A Cleaning Freak

My Very Worst Roommate is my older brother, C. Due to our mom’s obsessively clean tendencies, he has no idea how to maintain a household. I didn’t know how extreme it would be until we started sharing a house with roommates. He has cleaned literally three times in the year we have lived here. The first time I was at work when I got a text from him declaring: “I cleaned the hardwood! Tell me what you think when you get home.” When he asked me a few days later I said they looked fine.
Him: “Thanks. There’s still some smudges…”
Me: “Hmm. Did you mop?” (Note: our Swiffer Sweeper and Clorox WetJet live right next to each other.)
Him:”We’re supposed to mop?”
I heard about his second brush with chores from another roommate. She cleaned frequently and told me, “Once I was doing the floors and I asked C if he wanted to help. He ran the vacuum for literally three minutes, then went, ‘Whew! That was hard!’ and went back into his room.” The most recent time was about a month ago: I got another text from him saying, “I cleaned the bathroom so try not to mess it up.” When I got home the only difference I could see was that he had rinsed his whiskers out of the sink, something he has not learned to do consistently despite being 27. By his next shave it already looked “normal” again, but that didn’t stop him from talking about cleaning the bathroom over and over for next few weeks including bragging to our parents.

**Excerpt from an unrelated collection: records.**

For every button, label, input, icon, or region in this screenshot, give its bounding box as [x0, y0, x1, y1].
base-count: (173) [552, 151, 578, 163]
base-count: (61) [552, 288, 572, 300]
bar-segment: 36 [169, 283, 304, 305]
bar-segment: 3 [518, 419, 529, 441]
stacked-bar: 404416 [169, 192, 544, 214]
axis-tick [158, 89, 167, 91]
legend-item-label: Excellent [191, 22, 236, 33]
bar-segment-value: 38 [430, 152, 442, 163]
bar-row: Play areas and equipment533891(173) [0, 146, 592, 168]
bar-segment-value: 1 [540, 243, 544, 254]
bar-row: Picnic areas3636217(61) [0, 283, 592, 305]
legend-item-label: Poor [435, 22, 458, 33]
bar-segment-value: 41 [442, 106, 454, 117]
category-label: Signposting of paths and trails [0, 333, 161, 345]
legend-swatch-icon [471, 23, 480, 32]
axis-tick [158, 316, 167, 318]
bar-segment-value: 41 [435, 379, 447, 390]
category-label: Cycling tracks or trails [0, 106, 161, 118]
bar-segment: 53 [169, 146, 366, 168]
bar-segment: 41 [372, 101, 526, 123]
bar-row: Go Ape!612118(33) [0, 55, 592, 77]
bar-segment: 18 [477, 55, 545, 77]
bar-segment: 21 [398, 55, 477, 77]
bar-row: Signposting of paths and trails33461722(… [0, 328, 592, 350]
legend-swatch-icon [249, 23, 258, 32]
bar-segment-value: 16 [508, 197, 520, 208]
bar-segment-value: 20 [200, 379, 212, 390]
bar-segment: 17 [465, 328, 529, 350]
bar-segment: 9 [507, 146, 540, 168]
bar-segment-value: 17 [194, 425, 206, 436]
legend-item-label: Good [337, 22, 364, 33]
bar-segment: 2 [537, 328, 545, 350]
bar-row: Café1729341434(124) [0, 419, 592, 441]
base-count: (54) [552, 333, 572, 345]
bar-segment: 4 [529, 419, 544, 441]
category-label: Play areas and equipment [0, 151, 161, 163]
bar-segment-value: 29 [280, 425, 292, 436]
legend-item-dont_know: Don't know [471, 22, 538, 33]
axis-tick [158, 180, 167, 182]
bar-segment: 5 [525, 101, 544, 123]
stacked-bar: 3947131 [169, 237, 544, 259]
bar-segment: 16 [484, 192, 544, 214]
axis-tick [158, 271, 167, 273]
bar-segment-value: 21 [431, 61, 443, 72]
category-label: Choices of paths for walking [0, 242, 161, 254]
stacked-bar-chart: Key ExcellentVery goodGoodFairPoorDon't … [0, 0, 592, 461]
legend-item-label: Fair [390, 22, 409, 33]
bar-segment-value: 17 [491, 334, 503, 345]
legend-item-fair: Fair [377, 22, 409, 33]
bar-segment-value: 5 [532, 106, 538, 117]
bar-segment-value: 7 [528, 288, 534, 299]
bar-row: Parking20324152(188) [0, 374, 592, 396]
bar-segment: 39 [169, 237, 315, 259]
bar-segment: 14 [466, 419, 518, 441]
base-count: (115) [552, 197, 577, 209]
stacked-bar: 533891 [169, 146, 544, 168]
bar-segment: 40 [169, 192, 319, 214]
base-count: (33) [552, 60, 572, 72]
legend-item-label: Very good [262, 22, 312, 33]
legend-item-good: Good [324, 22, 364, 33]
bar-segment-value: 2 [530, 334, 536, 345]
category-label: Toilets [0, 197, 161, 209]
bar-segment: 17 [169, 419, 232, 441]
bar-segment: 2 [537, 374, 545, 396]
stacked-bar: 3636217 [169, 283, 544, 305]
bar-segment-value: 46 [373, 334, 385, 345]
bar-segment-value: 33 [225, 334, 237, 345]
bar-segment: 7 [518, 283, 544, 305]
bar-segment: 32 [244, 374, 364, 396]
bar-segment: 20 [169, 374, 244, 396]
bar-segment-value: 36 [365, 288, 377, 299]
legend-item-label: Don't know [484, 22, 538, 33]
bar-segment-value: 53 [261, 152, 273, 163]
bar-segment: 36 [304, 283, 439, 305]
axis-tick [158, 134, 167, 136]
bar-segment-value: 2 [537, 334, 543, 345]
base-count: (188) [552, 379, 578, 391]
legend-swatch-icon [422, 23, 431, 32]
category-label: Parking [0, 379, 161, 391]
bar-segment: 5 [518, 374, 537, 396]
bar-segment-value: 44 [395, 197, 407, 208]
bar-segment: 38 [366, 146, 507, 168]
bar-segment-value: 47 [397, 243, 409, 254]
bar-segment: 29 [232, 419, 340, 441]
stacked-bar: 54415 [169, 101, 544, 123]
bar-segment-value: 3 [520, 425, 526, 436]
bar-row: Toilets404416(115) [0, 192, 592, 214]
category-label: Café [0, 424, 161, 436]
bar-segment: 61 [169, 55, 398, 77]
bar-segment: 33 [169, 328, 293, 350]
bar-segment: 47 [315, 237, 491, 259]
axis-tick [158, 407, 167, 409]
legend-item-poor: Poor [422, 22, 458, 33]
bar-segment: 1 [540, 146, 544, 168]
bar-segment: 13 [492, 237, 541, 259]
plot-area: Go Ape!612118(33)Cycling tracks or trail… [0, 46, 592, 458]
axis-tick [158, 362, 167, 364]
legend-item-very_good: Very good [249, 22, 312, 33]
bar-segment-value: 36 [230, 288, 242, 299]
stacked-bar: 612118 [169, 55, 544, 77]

The worst, however, is his inability to handle dishes/food-related garbage. He leaves dirty soup cans, to-go boxes, frozen food packages and dishes everywhere. One time he cooked stew, ate about half of it, and left the rest in a huge pot in the sink for three weeks until I threatened to leave it in his bed because despite the lid I could smell it rotting. It gets so bad that my boyfriend (who doesn’t even live with us) would clean up the kitchen while waiting for me to get home from school. After C got sick of me requesting he not leave crusty dishes in the sink until they’re evolving into intelligent life (and we HAVE a dishwasher!), he decided the best solution is to eat in his room and leave everything there. Multiple times I’d go in to collect trash and would find a precarious tower of fossilized/molding food-crusted plates and bowls and utensils in the middle of a forest of old fast-food cups, some leaking soda-sludge through their soaked bottom seams.
I don’t go in his room to take care of his garbage anymore. And I’m so glad our lease is almost up.




MVWR was also my sibling… yeah, I should definitely send in a post about her. >.<
Siblings like to retain the family status quo when they move in, at least from my experience. Ugh.
Just out of curiosity OP, how did you turn out “OK?” Is it just psychosocial life choices or were you raised separately?
I was thinking the exact same thing, Thandi.
I’m much more of a messy house-mate than my sister is. I’m the oldest and my mom was a bit of a cleaner. I’m nowhere near this guy, but I often wonder if family placement had something to do with it.
How do people live like this?! It just doesn’t make sense to me. Is it laziness? Trying to prove some point? I just.don’t.get.it.
gah!
Some people like filth. I’m serious.
I’m the older one and I am also the messier one. But, that only extends as far as my room.
My mom told us straight out when my sister hit 13 that we were now responsible for cleaning our rooms plus chores around the house and dishes.
The only adjustment is we don’t set a schedule anymore and it gets hard to define who should do dishes and what not.